Defamatory messageboard comments should be treated as slander and not libel, Justice Eady ruled recently, significantly changing the way online comments are dealt with by the courts.
As The Telegraph’s Shane Richmond points out, Eady said in a case concerning an obscure financial messageboard that the comments were much closer to slander “than the usual, more permanent kind of communications found in libel actions”.
Reports of the case can be found here and here.
Eady said that because bulletin board users acted so informally and without inhibition to each other, the conversation was usually casual and could not be treated as normal, potentially libellous, communication. The posters were hiding behind their “avatars”, online pesudonyms or personae, a “disinhibiting factor” for Eady.
He did say it wasn’t the case that “blogging cannot ever form the basis of a libel action”, but as Richmond says, it’s not clear whether Eady means blogging or simply commenting online.
Slander, as NCTJ students will (or should) know, is harder prove in English courts than libel – whereas in libel damage is assumed and the defendent has to defend itself, slander must be proved by the claimant.
There are four exceptions. Damage doesn’t need to be proved when a slanderous comment: imputes that someone has committed a crime punishable by death; that they are suffering from a contagious disease (leprosy, VD etc…); suggests unchasity in a woman or any statement calculated to disparage someone in their office, trade, calling or profession.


[TO DO]:
Filter the records for "figure" and keep each line that has it.

[Dataset records]:
══════════

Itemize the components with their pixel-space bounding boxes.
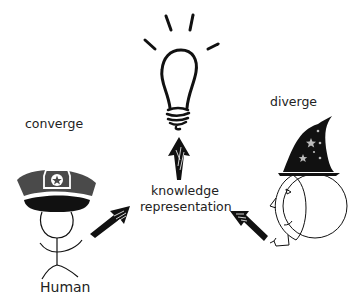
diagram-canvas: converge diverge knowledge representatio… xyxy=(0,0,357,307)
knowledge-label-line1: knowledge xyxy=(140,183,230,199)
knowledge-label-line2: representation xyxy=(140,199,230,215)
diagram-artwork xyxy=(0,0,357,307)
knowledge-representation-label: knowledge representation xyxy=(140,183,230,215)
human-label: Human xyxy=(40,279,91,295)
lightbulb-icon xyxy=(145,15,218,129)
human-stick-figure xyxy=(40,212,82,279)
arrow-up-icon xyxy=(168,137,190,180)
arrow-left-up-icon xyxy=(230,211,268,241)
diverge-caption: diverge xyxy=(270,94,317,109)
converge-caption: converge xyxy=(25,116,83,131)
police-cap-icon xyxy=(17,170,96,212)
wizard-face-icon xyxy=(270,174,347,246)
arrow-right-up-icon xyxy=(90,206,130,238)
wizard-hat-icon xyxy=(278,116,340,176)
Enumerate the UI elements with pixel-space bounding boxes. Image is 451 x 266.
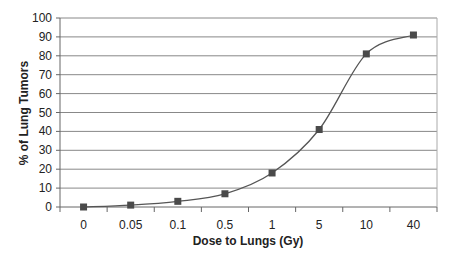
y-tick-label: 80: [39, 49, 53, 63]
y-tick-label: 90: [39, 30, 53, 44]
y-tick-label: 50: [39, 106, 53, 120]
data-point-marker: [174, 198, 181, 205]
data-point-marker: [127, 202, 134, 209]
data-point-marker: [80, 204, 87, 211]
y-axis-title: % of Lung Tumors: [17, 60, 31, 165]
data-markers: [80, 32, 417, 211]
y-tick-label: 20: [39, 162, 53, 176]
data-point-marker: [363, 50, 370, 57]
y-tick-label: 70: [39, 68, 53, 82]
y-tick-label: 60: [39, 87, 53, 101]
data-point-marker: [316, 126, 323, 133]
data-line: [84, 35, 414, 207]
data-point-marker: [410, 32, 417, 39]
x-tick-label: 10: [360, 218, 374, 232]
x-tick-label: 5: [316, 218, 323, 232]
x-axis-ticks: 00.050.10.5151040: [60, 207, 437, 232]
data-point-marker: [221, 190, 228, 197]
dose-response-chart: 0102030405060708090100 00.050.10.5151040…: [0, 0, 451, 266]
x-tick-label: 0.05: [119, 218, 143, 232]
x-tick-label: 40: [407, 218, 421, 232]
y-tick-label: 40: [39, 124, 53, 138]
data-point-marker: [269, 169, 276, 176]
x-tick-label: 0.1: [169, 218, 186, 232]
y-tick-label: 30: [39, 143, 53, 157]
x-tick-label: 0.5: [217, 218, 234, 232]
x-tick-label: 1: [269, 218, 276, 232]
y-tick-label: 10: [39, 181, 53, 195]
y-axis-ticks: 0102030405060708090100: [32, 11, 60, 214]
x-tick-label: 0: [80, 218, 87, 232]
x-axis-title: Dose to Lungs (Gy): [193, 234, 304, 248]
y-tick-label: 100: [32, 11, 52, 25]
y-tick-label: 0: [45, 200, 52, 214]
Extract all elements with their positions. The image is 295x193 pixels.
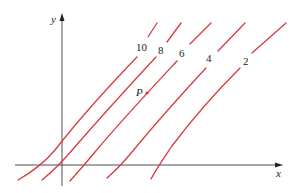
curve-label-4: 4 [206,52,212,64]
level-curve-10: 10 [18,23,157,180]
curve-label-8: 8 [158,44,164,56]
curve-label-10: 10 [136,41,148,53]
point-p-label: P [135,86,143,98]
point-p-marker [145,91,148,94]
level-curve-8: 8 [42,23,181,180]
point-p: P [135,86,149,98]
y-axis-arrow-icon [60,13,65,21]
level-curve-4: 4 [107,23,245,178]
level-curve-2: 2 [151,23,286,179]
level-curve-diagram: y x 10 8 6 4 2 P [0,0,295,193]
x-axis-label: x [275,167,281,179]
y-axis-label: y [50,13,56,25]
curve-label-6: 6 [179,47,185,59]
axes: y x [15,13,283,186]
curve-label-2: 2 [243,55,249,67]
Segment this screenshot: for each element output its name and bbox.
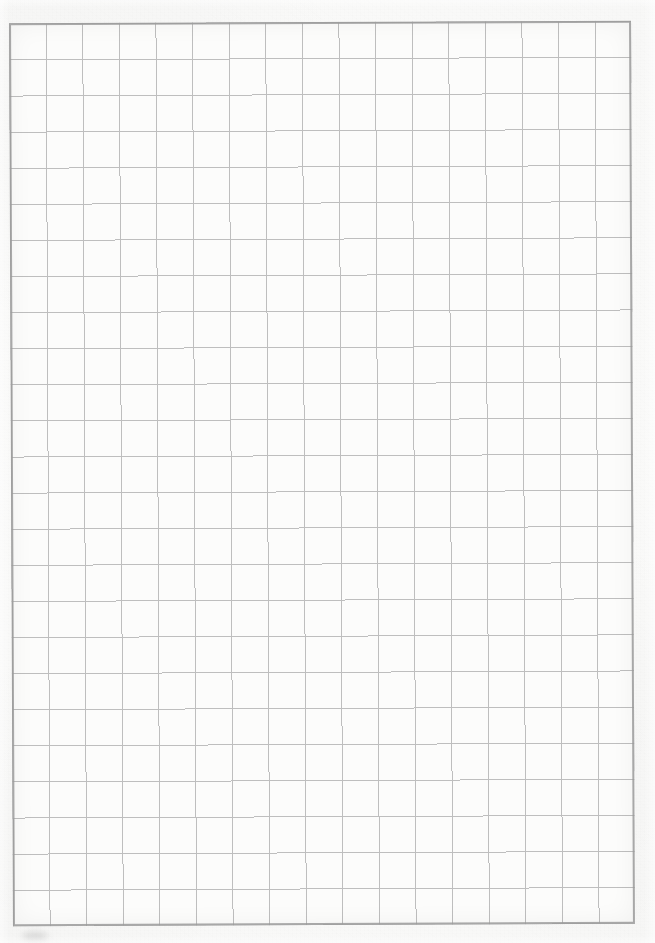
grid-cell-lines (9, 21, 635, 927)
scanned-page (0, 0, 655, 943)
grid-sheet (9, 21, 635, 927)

══════════

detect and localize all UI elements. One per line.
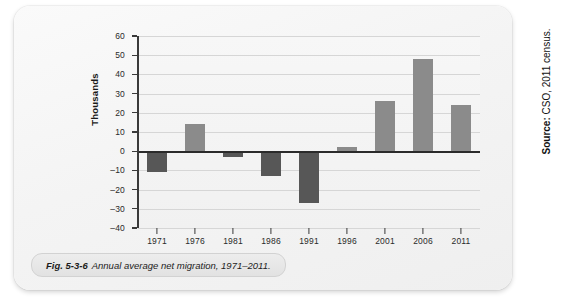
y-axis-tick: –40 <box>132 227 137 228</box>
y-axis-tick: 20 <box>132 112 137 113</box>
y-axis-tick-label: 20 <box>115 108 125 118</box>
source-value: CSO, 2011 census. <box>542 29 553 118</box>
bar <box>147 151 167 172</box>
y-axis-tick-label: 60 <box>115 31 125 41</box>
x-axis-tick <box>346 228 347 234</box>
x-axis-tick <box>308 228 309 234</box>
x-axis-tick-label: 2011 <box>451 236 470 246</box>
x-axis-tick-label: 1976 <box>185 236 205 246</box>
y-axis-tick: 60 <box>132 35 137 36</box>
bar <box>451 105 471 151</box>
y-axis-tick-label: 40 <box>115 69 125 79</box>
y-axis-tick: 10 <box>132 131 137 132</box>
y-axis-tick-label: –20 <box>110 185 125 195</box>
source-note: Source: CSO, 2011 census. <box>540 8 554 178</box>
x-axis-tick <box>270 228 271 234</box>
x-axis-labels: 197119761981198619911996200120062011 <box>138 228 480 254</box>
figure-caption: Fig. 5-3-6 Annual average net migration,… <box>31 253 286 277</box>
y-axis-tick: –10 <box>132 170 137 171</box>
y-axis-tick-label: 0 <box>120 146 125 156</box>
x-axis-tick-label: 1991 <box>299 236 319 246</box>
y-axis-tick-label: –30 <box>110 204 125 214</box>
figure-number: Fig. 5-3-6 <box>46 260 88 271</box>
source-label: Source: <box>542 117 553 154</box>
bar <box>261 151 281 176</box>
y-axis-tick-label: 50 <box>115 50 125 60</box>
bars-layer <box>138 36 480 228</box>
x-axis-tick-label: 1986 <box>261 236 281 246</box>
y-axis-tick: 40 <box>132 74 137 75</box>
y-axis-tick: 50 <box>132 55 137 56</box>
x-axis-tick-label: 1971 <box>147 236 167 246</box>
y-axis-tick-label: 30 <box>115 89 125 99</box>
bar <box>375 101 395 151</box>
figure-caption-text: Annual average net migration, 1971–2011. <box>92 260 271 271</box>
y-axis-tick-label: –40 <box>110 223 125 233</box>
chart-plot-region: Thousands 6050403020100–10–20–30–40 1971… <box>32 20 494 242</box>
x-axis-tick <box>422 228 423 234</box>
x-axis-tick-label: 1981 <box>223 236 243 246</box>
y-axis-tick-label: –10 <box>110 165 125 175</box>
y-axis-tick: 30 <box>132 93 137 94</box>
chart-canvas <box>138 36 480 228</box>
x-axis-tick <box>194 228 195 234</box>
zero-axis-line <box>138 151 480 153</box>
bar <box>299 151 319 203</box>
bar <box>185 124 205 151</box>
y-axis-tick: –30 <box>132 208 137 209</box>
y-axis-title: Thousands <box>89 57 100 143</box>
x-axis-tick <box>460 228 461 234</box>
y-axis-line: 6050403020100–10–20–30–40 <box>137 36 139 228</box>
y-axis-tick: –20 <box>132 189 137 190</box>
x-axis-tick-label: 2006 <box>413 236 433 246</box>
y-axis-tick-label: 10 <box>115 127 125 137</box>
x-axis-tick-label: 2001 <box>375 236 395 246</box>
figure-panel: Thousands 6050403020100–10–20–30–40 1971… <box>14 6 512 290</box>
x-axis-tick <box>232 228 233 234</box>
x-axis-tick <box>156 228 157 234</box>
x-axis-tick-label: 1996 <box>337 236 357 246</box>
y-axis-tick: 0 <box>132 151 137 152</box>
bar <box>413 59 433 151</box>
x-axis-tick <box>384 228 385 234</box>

══════════

[TASK RESPONSE]:
human-stick-figure xyxy=(40,212,82,279)
figure-caption: Fig. 5-3-6 Annual average net migration,… <box>31 253 286 277</box>
figure-number: Fig. 5-3-6 <box>46 260 88 271</box>
figure-caption-text: Annual average net migration, 1971–2011. <box>92 260 271 271</box>
figure-panel: Thousands 6050403020100–10–20–30–40 1971… <box>14 6 512 290</box>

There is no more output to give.